The Balancing Act: Work Versus Home
The previous section is not meant to imply that the job is in any way on par with home and family. It's not. Sure, there are many people who put work and career at the top of the heap, but they often neglect their spouses and children along the way. They let their interior lives suffer, and permit quality time with their loved ones to pass them by, never to be recaptured. Ideally, a professional life and personal life should be a part of one healthy whole. Because unless you've inherited a fortune, work and career are essential for living. But there's no need for work and career to elbow out a rich home life. There's no reason that you have to choose between one or the other.
It's a popular cliché to say that workers must learn to balance their home and work lives. Your role as a coach is not to do the balancing for them. You've got enough to do in the confines of the workplace itself. However, if you do all the things that elevate your people as worker commodities — encourage creativity, provide challenging job roles, and grow skills — you're helping employees cultivate passion for their jobs.

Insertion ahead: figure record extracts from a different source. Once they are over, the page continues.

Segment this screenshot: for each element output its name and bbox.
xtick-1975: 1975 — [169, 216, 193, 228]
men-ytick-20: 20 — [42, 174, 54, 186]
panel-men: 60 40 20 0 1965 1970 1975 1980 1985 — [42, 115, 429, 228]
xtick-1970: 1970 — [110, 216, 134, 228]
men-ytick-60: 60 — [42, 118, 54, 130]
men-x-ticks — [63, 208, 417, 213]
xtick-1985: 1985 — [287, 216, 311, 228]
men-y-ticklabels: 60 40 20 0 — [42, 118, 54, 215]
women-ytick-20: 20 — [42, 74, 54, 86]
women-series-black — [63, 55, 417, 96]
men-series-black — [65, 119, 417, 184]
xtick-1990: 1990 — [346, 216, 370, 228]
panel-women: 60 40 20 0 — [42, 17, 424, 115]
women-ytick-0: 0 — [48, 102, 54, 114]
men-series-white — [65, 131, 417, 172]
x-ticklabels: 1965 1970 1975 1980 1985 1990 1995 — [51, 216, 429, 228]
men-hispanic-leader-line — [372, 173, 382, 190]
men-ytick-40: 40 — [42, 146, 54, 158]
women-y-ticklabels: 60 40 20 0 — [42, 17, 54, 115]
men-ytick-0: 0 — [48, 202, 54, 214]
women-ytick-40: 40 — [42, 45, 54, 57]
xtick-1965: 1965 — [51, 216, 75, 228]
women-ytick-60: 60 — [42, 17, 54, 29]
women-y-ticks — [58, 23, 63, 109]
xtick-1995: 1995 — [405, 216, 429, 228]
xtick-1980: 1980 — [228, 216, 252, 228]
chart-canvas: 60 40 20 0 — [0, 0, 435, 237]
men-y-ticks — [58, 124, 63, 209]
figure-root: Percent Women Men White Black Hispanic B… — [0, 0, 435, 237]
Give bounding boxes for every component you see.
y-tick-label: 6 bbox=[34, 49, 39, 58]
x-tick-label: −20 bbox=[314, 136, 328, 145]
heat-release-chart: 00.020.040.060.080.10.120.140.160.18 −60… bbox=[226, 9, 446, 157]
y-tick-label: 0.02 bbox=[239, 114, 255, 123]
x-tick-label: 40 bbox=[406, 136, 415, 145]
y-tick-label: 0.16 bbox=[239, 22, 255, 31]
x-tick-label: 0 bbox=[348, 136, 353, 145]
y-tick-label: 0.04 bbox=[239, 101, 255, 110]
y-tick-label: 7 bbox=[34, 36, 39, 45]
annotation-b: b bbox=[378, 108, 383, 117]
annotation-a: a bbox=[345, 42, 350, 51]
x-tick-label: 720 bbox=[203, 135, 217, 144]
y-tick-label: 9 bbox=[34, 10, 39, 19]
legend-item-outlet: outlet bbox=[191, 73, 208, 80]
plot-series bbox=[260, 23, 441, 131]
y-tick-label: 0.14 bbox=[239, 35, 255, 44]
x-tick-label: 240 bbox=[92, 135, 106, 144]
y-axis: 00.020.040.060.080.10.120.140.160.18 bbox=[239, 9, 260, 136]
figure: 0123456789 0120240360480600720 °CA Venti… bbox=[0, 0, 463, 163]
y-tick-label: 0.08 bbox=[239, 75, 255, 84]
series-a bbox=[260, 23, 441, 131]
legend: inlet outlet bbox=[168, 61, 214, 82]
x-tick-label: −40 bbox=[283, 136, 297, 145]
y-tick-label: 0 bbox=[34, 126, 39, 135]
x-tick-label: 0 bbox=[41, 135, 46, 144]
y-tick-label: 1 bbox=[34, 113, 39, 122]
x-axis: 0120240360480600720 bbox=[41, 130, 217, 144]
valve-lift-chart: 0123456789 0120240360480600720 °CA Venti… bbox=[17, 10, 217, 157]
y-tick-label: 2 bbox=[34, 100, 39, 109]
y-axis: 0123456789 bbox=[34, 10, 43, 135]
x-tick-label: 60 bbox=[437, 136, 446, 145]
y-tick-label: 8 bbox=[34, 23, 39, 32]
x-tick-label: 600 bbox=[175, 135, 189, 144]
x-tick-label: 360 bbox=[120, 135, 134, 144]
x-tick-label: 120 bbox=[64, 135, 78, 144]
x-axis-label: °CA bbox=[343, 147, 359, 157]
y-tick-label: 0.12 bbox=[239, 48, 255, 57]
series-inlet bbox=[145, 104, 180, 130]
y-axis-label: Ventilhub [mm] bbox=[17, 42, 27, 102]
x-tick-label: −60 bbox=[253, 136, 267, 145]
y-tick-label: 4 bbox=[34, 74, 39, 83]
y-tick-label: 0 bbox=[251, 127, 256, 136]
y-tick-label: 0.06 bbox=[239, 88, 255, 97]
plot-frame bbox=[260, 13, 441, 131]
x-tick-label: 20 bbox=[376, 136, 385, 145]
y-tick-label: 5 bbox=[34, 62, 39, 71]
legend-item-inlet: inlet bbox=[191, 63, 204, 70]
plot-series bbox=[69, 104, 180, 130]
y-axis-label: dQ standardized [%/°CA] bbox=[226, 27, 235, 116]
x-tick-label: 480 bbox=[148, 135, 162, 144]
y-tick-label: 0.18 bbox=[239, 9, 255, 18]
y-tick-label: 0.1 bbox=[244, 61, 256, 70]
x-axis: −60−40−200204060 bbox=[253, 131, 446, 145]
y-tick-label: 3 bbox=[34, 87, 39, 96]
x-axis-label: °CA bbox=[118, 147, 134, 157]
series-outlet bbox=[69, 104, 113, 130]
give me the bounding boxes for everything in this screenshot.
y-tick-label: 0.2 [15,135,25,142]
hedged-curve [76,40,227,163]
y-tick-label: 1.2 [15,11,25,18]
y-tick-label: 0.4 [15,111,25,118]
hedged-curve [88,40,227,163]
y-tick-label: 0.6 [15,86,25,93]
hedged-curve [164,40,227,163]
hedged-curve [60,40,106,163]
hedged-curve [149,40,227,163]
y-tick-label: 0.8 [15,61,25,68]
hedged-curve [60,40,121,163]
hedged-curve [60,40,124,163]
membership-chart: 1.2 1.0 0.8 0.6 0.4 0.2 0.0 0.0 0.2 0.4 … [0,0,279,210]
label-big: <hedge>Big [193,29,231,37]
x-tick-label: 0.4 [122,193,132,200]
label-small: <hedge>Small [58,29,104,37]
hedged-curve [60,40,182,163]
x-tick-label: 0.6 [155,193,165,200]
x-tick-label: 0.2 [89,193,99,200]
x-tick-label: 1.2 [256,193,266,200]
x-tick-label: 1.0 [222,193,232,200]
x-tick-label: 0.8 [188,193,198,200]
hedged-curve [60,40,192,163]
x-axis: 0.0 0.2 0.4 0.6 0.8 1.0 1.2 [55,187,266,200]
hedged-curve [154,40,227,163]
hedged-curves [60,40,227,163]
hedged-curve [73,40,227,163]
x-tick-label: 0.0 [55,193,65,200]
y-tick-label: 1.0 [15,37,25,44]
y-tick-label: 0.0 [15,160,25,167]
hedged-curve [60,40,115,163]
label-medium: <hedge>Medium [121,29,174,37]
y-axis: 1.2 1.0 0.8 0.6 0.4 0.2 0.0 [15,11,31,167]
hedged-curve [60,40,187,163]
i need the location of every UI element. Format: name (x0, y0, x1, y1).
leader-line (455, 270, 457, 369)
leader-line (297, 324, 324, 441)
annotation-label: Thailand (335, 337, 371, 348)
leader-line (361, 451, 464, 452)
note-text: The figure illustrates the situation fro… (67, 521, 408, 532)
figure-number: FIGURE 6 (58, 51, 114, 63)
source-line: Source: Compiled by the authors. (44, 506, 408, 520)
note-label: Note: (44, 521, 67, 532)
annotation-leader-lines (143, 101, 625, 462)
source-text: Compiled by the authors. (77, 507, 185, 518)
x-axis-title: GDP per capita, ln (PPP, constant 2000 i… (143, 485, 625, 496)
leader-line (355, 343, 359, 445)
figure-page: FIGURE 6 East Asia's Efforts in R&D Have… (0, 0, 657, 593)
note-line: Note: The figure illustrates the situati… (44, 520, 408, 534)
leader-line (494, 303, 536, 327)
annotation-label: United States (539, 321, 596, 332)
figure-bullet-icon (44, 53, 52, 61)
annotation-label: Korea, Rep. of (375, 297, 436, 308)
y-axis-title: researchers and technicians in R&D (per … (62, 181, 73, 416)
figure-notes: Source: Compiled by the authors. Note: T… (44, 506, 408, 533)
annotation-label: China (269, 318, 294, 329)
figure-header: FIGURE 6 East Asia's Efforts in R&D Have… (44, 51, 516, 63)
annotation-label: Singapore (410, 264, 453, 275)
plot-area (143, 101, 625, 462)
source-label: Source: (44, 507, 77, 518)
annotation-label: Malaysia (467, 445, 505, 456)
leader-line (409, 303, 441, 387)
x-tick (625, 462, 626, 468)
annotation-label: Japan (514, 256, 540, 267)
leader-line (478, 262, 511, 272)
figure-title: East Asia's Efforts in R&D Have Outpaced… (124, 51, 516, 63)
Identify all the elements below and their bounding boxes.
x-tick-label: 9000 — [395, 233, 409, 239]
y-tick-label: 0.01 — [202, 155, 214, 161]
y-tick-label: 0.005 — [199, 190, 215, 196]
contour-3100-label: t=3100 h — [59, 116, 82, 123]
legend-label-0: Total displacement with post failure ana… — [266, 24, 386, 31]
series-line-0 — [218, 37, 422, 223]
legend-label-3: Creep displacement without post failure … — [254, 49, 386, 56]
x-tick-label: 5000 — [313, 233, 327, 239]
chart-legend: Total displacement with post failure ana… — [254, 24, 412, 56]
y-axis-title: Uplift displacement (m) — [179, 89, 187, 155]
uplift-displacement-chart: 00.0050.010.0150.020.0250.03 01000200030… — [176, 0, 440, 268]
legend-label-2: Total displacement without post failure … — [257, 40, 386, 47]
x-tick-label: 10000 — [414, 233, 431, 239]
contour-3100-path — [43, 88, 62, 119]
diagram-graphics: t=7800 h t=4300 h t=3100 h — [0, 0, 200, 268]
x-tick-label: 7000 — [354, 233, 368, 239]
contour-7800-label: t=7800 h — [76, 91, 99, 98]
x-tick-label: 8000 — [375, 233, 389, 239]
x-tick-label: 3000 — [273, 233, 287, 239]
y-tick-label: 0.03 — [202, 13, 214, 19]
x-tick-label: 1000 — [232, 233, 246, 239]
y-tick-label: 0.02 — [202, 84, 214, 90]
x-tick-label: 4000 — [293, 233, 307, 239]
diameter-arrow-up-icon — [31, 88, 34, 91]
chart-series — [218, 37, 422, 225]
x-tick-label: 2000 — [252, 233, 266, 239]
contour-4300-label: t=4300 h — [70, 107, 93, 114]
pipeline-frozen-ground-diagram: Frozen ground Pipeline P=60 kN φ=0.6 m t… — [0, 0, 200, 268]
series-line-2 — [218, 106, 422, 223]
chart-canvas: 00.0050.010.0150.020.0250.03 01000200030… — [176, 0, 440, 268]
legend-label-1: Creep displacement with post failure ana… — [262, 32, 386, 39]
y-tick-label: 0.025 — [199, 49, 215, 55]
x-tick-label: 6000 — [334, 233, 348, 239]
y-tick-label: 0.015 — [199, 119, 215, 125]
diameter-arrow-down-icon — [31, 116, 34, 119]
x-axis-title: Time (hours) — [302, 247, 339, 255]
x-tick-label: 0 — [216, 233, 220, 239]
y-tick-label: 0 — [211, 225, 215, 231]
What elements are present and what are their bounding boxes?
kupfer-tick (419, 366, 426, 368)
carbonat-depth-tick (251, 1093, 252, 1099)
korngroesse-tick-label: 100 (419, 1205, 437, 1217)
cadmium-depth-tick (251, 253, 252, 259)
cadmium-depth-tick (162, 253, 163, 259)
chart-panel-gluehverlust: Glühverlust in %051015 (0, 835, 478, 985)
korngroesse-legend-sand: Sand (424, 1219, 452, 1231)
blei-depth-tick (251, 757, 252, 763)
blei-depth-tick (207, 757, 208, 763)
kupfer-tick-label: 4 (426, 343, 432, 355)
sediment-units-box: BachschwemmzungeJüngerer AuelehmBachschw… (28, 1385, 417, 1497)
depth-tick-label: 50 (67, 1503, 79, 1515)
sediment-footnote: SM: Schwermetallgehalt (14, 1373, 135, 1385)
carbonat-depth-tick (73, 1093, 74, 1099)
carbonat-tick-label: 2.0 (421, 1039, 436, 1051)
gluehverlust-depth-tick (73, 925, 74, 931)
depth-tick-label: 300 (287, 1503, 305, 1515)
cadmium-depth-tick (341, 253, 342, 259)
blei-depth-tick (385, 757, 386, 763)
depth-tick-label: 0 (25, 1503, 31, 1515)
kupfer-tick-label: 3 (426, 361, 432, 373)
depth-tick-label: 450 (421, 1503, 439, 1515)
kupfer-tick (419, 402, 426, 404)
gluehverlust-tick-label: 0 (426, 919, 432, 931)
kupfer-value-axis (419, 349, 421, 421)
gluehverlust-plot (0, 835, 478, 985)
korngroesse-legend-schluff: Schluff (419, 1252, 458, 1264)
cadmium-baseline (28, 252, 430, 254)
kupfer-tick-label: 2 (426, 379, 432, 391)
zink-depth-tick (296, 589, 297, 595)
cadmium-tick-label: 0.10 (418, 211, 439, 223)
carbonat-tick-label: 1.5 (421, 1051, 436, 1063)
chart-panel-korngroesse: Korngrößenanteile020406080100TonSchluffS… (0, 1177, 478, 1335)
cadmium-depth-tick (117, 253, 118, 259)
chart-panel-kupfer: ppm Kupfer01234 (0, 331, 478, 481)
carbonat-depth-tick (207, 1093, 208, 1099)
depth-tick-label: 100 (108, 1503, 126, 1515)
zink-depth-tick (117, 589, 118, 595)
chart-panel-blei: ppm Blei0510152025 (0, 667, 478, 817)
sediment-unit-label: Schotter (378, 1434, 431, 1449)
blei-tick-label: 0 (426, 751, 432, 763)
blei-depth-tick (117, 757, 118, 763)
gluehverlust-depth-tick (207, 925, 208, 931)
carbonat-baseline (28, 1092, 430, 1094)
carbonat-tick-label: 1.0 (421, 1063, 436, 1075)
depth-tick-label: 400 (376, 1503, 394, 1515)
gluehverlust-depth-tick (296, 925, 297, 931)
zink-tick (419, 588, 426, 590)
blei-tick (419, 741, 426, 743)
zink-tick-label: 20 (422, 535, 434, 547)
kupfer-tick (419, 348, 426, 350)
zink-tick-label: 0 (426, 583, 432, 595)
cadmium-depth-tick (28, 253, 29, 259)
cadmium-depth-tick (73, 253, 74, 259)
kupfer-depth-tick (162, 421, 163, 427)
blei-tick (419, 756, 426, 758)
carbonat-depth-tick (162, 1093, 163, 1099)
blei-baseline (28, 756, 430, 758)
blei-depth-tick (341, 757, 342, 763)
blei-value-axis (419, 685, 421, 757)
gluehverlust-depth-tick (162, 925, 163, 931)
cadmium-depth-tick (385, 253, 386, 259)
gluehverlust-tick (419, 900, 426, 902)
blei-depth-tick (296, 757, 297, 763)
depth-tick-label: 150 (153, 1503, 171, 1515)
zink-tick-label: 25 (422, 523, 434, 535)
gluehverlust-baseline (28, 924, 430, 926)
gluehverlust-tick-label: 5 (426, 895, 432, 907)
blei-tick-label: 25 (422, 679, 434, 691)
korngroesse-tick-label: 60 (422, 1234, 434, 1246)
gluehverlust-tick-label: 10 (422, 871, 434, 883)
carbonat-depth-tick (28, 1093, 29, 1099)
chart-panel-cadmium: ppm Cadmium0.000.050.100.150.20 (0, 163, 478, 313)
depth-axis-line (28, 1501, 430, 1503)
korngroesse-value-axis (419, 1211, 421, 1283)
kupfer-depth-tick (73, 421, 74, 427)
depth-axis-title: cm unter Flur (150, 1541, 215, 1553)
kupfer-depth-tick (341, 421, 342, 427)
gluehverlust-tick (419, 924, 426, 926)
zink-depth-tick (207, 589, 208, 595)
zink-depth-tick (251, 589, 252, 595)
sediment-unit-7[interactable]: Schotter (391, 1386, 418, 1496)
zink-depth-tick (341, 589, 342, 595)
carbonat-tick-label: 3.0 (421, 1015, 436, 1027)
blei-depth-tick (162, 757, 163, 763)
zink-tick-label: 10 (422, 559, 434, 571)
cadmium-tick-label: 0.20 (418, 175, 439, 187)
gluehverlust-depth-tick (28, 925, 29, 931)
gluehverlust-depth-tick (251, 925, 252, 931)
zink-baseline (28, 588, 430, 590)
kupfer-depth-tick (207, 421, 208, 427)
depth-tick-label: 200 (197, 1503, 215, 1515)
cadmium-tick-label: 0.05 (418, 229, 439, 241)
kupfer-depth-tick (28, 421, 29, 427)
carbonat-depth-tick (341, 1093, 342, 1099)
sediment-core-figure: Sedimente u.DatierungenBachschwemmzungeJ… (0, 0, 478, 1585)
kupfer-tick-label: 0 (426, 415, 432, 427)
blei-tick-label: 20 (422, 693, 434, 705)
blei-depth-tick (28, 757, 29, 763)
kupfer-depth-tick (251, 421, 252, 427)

Passion for work and self-confidence in doing a job can't help but go home with employees. There are no guarantees in life, and you have no magic wand to wave that will make everybody in your employ a happy camper. However, you can make your people productive campers, and in so doing hope that the right stuff on the job filters down to their lives at home.
Enhance your employees' private lives by making them want to come to work for you. A productive and satisfying day at work can't help but seep down to life at home. An unhappy and disagreeable work experience will dribble down, too, and that's something you don't want to be responsible for.